Do Bostonians Want 8 Pricey Suburban-style 20,000 Sq Ft Libraries or 26 Many-sized Walk-to Neighborhood Branches?
BPL president Amy Ryan has proposed “transforming” Boston’s library system by preserving eight existing “lead” libraries that are 20,000 square feet or more at the expense of the remaining 18 smaller libraries anchoring Boston’s 26 neighborhoods. The question is, Why? New York City just opened its newest branch in Battery City. It is 10,000 square feet. (See FOSEL earlier post on Green libraries). Of Seattle’s 26 new libraries, 15 are 10,000 square feet or less; 10 are between 10,000 and 16,000 square feet. Apart from its downtown library, which measures 362,000 square feet, none of Seattle’s neighborhood libraries are as large as 20,000 square feet. Large-sized libraries are expensive to build. The Mattapan branch cost almost $17 million. Battery City park’s construction budget was under $7 million. Seattle’s new neighborhood libraries cost from less than $500,000 to $10 million. For more about Seattle’s library-renovation model, see libraries_for_all_report.










I firmly believe the small-branch library is the right move. People are all about convenience, and a mega-librarian can’t get to know her/his customers like a neighborhood librarian can.
As another point-of-reference, Wal-Mart is opening more ‘neighborhood markets’ that are much smaller than ‘super stores’, to help attract customers who don’t want to deal with large parking lots or checkout lines. Convenience is king.
Since most of our representatives already seem to agree that neigborhoods need libraries, who or how can we most effectively lobby Amy Ryan and Mayor Menino to show them what NYC and Seattle are doing?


--- TASK TO CARRY OUT ---
Restate the following entries exactly, including every line.

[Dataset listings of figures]

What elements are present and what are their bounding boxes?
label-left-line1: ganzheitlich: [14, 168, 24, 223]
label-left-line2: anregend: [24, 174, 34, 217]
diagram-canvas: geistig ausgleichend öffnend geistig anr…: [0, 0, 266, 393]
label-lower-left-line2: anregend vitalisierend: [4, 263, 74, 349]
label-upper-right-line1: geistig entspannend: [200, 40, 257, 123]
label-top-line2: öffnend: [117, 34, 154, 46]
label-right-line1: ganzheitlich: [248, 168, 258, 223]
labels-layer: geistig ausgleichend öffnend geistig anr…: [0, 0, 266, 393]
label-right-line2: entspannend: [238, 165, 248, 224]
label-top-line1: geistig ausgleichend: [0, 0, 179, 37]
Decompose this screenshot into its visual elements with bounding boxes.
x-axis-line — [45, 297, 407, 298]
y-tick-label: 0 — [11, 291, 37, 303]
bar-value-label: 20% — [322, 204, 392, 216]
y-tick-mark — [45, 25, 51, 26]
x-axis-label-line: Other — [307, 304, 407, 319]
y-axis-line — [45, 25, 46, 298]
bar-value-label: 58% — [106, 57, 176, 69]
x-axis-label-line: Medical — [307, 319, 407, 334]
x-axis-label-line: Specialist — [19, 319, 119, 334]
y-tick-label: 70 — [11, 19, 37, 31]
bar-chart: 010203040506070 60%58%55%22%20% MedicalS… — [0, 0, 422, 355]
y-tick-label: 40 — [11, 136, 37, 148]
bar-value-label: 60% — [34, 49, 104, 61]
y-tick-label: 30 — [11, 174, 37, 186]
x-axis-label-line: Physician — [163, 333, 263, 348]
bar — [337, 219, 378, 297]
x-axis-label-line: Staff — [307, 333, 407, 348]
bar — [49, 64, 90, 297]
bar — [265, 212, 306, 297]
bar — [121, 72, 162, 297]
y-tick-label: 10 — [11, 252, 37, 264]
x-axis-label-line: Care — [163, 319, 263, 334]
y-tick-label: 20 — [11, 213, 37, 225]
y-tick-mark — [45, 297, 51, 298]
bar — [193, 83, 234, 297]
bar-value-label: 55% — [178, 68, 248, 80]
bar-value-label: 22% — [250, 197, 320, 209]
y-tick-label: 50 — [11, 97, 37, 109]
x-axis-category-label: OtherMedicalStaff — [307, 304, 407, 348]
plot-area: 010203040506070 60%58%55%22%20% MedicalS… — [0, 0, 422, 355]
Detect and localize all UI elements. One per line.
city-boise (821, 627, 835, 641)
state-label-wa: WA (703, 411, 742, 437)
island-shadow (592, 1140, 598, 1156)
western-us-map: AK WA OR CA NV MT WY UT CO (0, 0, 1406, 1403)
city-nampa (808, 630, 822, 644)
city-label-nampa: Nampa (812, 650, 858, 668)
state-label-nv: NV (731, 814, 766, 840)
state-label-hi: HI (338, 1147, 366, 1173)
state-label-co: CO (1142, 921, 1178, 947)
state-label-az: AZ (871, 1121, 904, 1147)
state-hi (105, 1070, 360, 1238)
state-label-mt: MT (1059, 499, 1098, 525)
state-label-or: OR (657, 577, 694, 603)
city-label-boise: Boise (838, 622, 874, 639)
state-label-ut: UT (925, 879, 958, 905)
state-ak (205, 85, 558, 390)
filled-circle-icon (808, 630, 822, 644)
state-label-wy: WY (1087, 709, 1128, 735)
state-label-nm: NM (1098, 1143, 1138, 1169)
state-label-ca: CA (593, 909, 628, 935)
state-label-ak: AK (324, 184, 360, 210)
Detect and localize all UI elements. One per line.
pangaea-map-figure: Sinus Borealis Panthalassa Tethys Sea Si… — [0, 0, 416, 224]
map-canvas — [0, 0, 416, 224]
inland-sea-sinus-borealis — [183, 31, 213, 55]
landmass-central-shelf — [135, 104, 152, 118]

--- TASK RESPONSE ---
What elements are present and what are their bounding boxes?
label-left-line1: ganzheitlich: [14, 168, 24, 223]
label-left-line2: anregend: [24, 174, 34, 217]
diagram-canvas: geistig ausgleichend öffnend geistig anr…: [0, 0, 266, 393]
label-lower-left-line2: anregend vitalisierend: [4, 263, 74, 349]
label-upper-right-line1: geistig entspannend: [200, 40, 257, 123]
label-top-line2: öffnend: [117, 34, 154, 46]
label-right-line1: ganzheitlich: [248, 168, 258, 223]
labels-layer: geistig ausgleichend öffnend geistig anr…: [0, 0, 266, 393]
label-right-line2: entspannend: [238, 165, 248, 224]
label-top-line1: geistig ausgleichend: [0, 0, 179, 37]
Decompose this screenshot into its visual elements with bounding boxes.
x-axis-line — [45, 297, 407, 298]
y-tick-label: 0 — [11, 291, 37, 303]
bar-value-label: 20% — [322, 204, 392, 216]
y-tick-mark — [45, 25, 51, 26]
x-axis-label-line: Other — [307, 304, 407, 319]
y-axis-line — [45, 25, 46, 298]
bar-value-label: 58% — [106, 57, 176, 69]
x-axis-label-line: Medical — [307, 319, 407, 334]
x-axis-label-line: Specialist — [19, 319, 119, 334]
y-tick-label: 70 — [11, 19, 37, 31]
bar-chart: 010203040506070 60%58%55%22%20% MedicalS… — [0, 0, 422, 355]
y-tick-label: 40 — [11, 136, 37, 148]
bar-value-label: 60% — [34, 49, 104, 61]
y-tick-label: 30 — [11, 174, 37, 186]
x-axis-label-line: Physician — [163, 333, 263, 348]
bar — [337, 219, 378, 297]
x-axis-label-line: Staff — [307, 333, 407, 348]
bar — [49, 64, 90, 297]
bar — [265, 212, 306, 297]
bar — [121, 72, 162, 297]
y-tick-label: 10 — [11, 252, 37, 264]
x-axis-label-line: Care — [163, 319, 263, 334]
y-tick-label: 20 — [11, 213, 37, 225]
y-tick-mark — [45, 297, 51, 298]
bar — [193, 83, 234, 297]
bar-value-label: 55% — [178, 68, 248, 80]
bar-value-label: 22% — [250, 197, 320, 209]
y-tick-label: 50 — [11, 97, 37, 109]
x-axis-category-label: OtherMedicalStaff — [307, 304, 407, 348]
plot-area: 010203040506070 60%58%55%22%20% MedicalS… — [0, 0, 422, 355]
Detect and localize all UI elements. One per line.
city-boise (821, 627, 835, 641)
state-label-wa: WA (703, 411, 742, 437)
island-shadow (592, 1140, 598, 1156)
western-us-map: AK WA OR CA NV MT WY UT CO (0, 0, 1406, 1403)
city-nampa (808, 630, 822, 644)
city-label-nampa: Nampa (812, 650, 858, 668)
state-label-nv: NV (731, 814, 766, 840)
state-label-hi: HI (338, 1147, 366, 1173)
state-label-co: CO (1142, 921, 1178, 947)
state-label-az: AZ (871, 1121, 904, 1147)
state-hi (105, 1070, 360, 1238)
state-label-mt: MT (1059, 499, 1098, 525)
state-label-or: OR (657, 577, 694, 603)
city-label-boise: Boise (838, 622, 874, 639)
state-label-ut: UT (925, 879, 958, 905)
state-ak (205, 85, 558, 390)
filled-circle-icon (808, 630, 822, 644)
state-label-wy: WY (1087, 709, 1128, 735)
state-label-nm: NM (1098, 1143, 1138, 1169)
state-label-ca: CA (593, 909, 628, 935)
state-label-ak: AK (324, 184, 360, 210)
Detect and localize all UI elements. One per line.
pangaea-map-figure: Sinus Borealis Panthalassa Tethys Sea Si… — [0, 0, 416, 224]
map-canvas — [0, 0, 416, 224]
inland-sea-sinus-borealis — [183, 31, 213, 55]
landmass-central-shelf — [135, 104, 152, 118]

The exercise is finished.